Stoking ideological wars on college campuses
Encouraging violence to deal with “anti-nationals” Is Unacceptable.
BY Amulya Ganguli1 March 2017 4:01 PM GMT
Amulya Ganguli1 March 2017 4:01 PM GMT
The Narendra Modi government appears to have succeeded in persuading the ghar wapsi and love jihad brigades to pipe down for the time being. Modi even personally ticked off the gau-rakshaks or cow vigilantes after they were videotaped lynching a group of Dalit youths for skinning a cow, their traditional occupation.
The caste of the victims evidently played a role in Modi's assertion that the professed love for the cow displayed by a majority of gau-rakshaks was "fake". Apparently, the Prime Minister did not want to antagonise the Dalits just a few months after the suicide of the Dalit scholar, Rohith Vemula at Hyderabad Central University in the aftermath of his confrontation with the Akhil Bharatiya Vidyarthi Parishad (ABVP), the Sangh Parivar's student wing.

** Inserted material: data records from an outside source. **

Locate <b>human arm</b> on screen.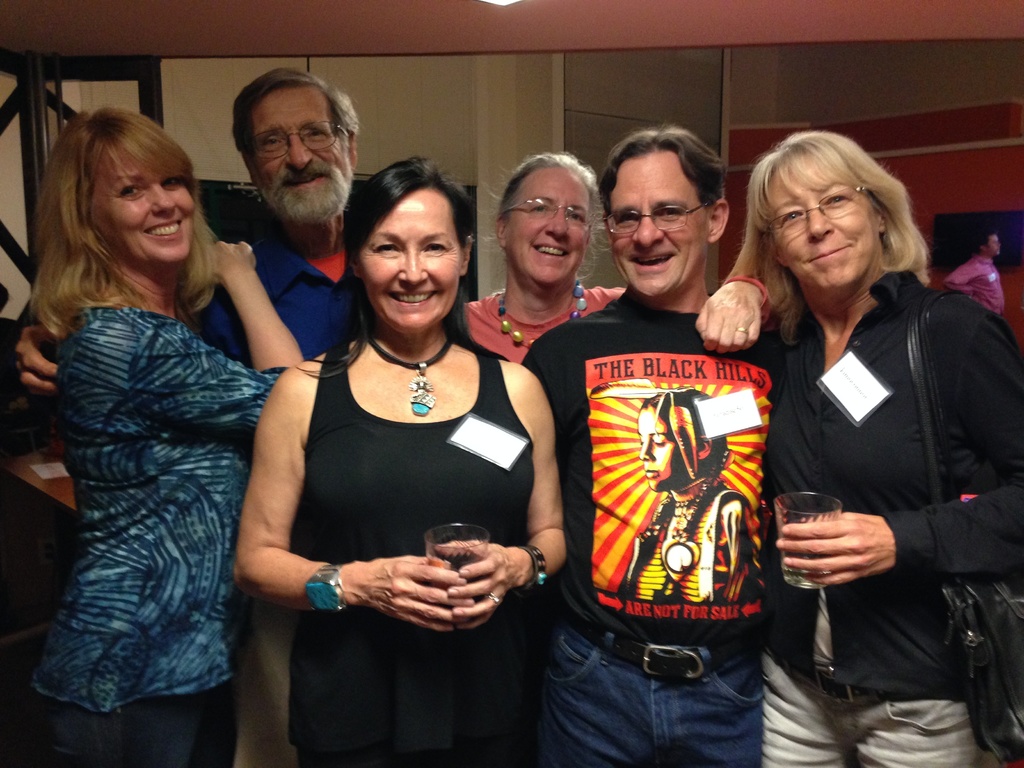
On screen at Rect(697, 271, 771, 360).
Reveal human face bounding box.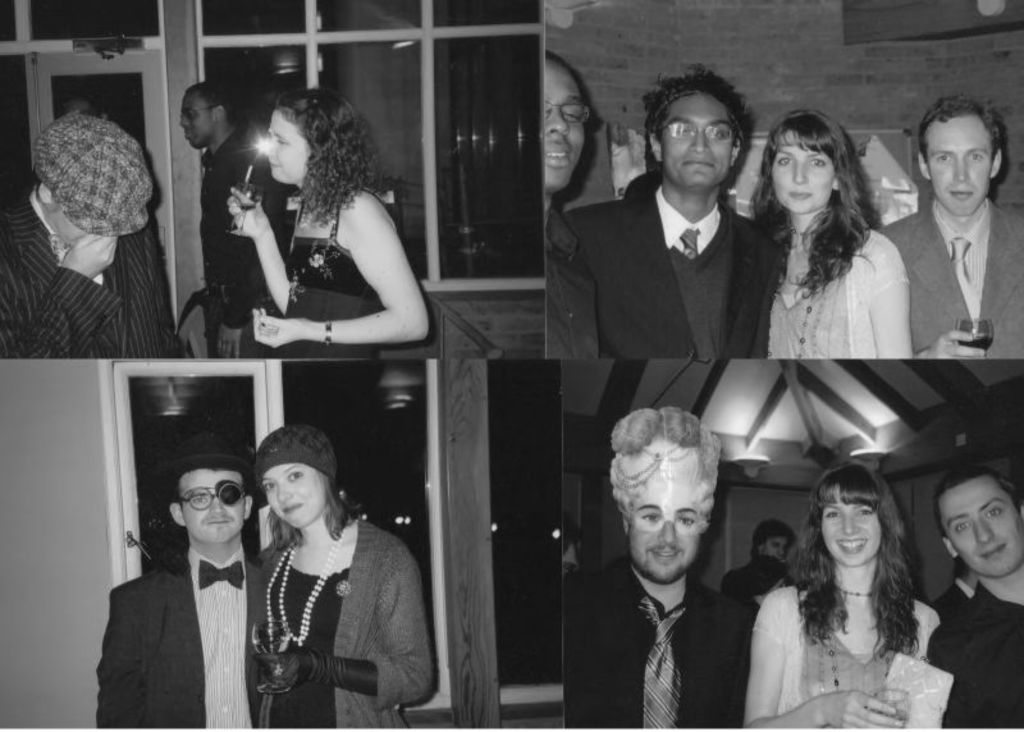
Revealed: <bbox>625, 500, 695, 577</bbox>.
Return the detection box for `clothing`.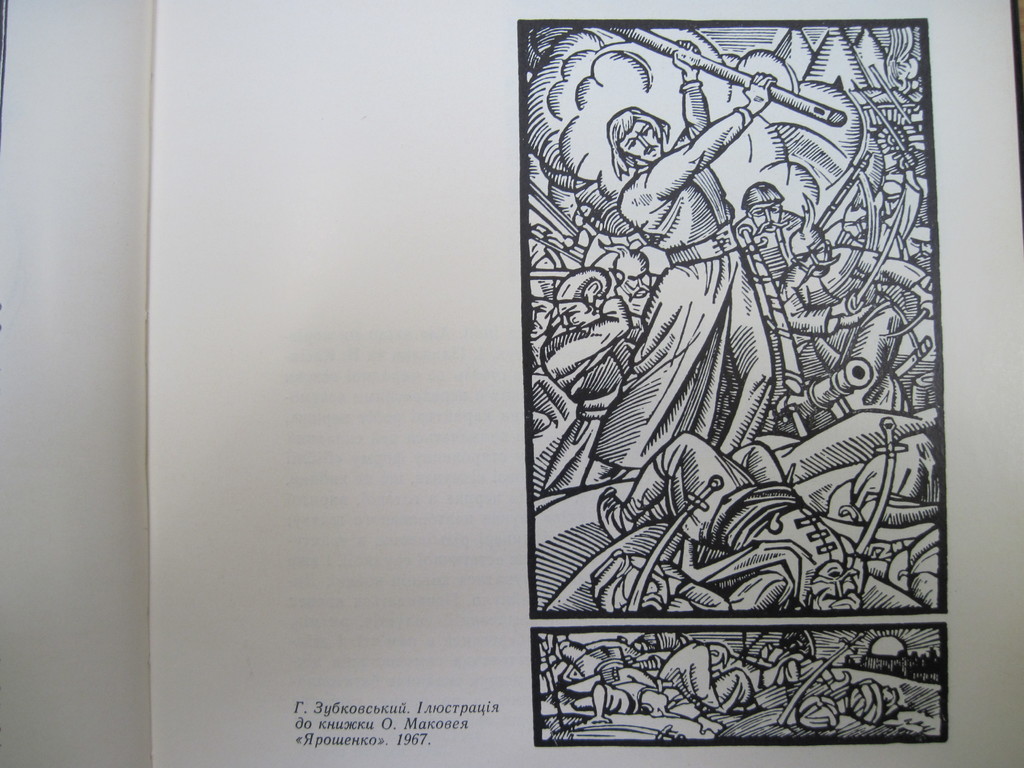
{"x1": 617, "y1": 129, "x2": 785, "y2": 478}.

But the Parivar is a hydra-headed entity, each tentacle equally venomous. So, even as the attempts by the Hindutva lobby to enable the "bhule bhatke" (misled) Muslims, in RSS chief Mohan Bhagwat's words, to return to their original "home" of Hinduism have been put on hold, and gau-rakshaks have temporarily withdrawn into the background, the ABVP has reasserted itself after a period of quiescence following the tragedy in Hyderabad.
The outfit, which wears patriotism on its sleeves, has taken up the cudgels to target anti-nationals yet again after its brush with them in Hyderabad and Delhi's Jawaharlal Nehru University (JNU). The organisation has been engaged in the task of serving the nation both in Hyderabad and after several JNU students raised provocative slogans about Azadi (freedom). The police charged them under the colonial-era sedition law. Among the "culprits" was a student leader, Umar Khalid.
The case against him is still pending, but he remains an anti-national in the eyes of the ABVP. It protested, therefore, against the invitation sent to him for attending a seminar in Delhi's Ramjas College, leading to clashes between the saffron group and Leftist students.
This is not the only incident where the ABVP took upon itself to decide who can be allowed to speak. Some time back, the Jainarayan Vyas University in Jodhpur, Rajasthan, cancelled an invitation to a JNU professor, Nivedita Menon, known for her controversial views on Kashmir, after protests by the ABVP. Not only that, the university has suspended the faculty member who had invited Menon. Shortly after the Ramjas college episode, another Delhi college put off a street theatre festival following protests by the ABVP over the supposedly anti-national content of some of the plays.
Meanwhile, speaking in London, Finance Minister Arun Jaitley, who began his political career in the ABVP, added fuel to the fire by talking about an "alliance of subversion" in the campuses. He did not produce a shred of evidence to substantiate his charge although subversion is a serious offence. But his objective was probably something else – to give the government's critics a bad name in the hope of widening the BJP's base of support.
His diatribe appears to have inspired a junior colleague, Minister of State for Home, Kiren Rijiju, to ask the Lady Shri Ram College student, Gurmehar Kaur, a critic of the ABVP, "who's polluting this young girl's mind" after she received threats of being raped. Another BJP stalwart, an MP, has compared Kaur, whose father was killed in the Kargil war, with Dawood Ibrahim.
Given this tarring of the ABVP's opponents with a black brush, it would seem that the BJP has decided to vigorously play the nationalism card to reassure the party's core constituency of communal-minded Hindus that Modi's sabka saath, sabka vikas slogan of development for all does not mean that it has deviated from the basic Hindutva ideology of cultural nationalism with its emphasis on the motto: one nation, one people, one culture.
This game plan apparently induces the different Parivar outfits to play the same role at different times. Only a short while ago, much was made of the slogan, Bharat Mata ki Jai, with leaders like Maharashtra Chief Minister Devendra Fadnavis asking people refusing to chant it to leave the country, and the saffron sadhu, Baba Ramdev, regretting that the law did not allow him to behead the dissenters. Now, the ABVP has taken up the task of waving the saffron flag while the ghar wapsi storm-troopers and the gau-rakshaks take a breather.
It will not be out of place to emphasise the potential for violence of any campaign to whip up nationalist fervour to target a particular group – Jews in Nazi Germany, Muslims and non-white immigrants in America and Europe today. The patriotic zeal may not only be about waving the tricolour and compelling doubters to endorse the official line on Kashmir but also about upholding Hindu beliefs such as reverence for the cow, which has led to attacks on cattle traders and even the killing of a householder suspected of eating beef.
(The writer is a political analyst. Views expressed are strictly personal.)